Once you have located the line containing "Find the location of a particular element. Image" in the material below, return it exactly along with each line after it through the line containing "In order to".

BEGIN

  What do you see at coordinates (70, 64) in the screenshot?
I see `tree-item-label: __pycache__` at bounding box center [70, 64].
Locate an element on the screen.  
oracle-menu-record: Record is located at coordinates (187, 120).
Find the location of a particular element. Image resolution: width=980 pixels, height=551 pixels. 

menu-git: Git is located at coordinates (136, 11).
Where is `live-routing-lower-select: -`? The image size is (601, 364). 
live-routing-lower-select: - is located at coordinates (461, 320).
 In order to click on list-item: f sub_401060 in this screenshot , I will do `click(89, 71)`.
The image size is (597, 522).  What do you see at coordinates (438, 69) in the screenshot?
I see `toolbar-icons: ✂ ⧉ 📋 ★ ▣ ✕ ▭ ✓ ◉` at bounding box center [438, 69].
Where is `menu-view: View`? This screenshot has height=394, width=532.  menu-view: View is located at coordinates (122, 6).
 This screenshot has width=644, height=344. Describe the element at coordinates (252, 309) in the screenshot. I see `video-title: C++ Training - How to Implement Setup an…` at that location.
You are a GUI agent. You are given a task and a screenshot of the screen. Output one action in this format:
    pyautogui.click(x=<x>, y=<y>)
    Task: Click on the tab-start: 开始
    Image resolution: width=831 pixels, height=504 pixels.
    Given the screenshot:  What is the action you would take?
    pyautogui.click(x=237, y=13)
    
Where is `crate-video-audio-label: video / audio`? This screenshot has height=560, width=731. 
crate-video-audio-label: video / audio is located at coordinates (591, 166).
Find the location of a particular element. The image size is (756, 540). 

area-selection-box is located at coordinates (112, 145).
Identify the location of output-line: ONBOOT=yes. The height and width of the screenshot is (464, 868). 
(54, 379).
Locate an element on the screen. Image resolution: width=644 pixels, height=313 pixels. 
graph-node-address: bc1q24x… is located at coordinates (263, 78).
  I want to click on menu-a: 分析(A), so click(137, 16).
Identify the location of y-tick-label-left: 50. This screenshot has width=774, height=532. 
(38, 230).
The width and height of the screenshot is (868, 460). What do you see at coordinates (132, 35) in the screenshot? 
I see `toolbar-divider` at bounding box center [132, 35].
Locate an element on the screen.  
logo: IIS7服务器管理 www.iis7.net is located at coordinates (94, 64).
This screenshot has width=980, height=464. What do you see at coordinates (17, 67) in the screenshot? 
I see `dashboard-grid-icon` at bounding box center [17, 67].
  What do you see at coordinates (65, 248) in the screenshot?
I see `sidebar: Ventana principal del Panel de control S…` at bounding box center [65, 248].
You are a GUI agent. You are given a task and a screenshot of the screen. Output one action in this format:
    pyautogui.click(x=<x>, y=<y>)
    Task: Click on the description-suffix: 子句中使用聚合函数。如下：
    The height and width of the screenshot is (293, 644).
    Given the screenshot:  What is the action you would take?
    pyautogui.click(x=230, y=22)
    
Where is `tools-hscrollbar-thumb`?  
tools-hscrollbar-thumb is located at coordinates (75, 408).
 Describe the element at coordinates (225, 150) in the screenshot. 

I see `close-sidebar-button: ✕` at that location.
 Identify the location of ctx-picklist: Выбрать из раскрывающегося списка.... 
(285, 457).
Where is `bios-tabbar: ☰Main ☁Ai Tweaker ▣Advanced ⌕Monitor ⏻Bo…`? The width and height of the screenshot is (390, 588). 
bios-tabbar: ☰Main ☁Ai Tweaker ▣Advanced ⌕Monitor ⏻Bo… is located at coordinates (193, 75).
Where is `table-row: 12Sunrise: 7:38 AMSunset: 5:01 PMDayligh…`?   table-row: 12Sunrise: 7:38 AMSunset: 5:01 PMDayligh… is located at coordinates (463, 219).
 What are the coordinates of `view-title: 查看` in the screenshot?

END

Solution for this task →
Find the location of a particular element. Image resolution: width=980 pixels, height=551 pixels. 

menu-git: Git is located at coordinates (136, 11).
Where is `live-routing-lower-select: -`? The image size is (601, 364). 
live-routing-lower-select: - is located at coordinates (461, 320).
 In order to click on list-item: f sub_401060 in this screenshot , I will do `click(89, 71)`.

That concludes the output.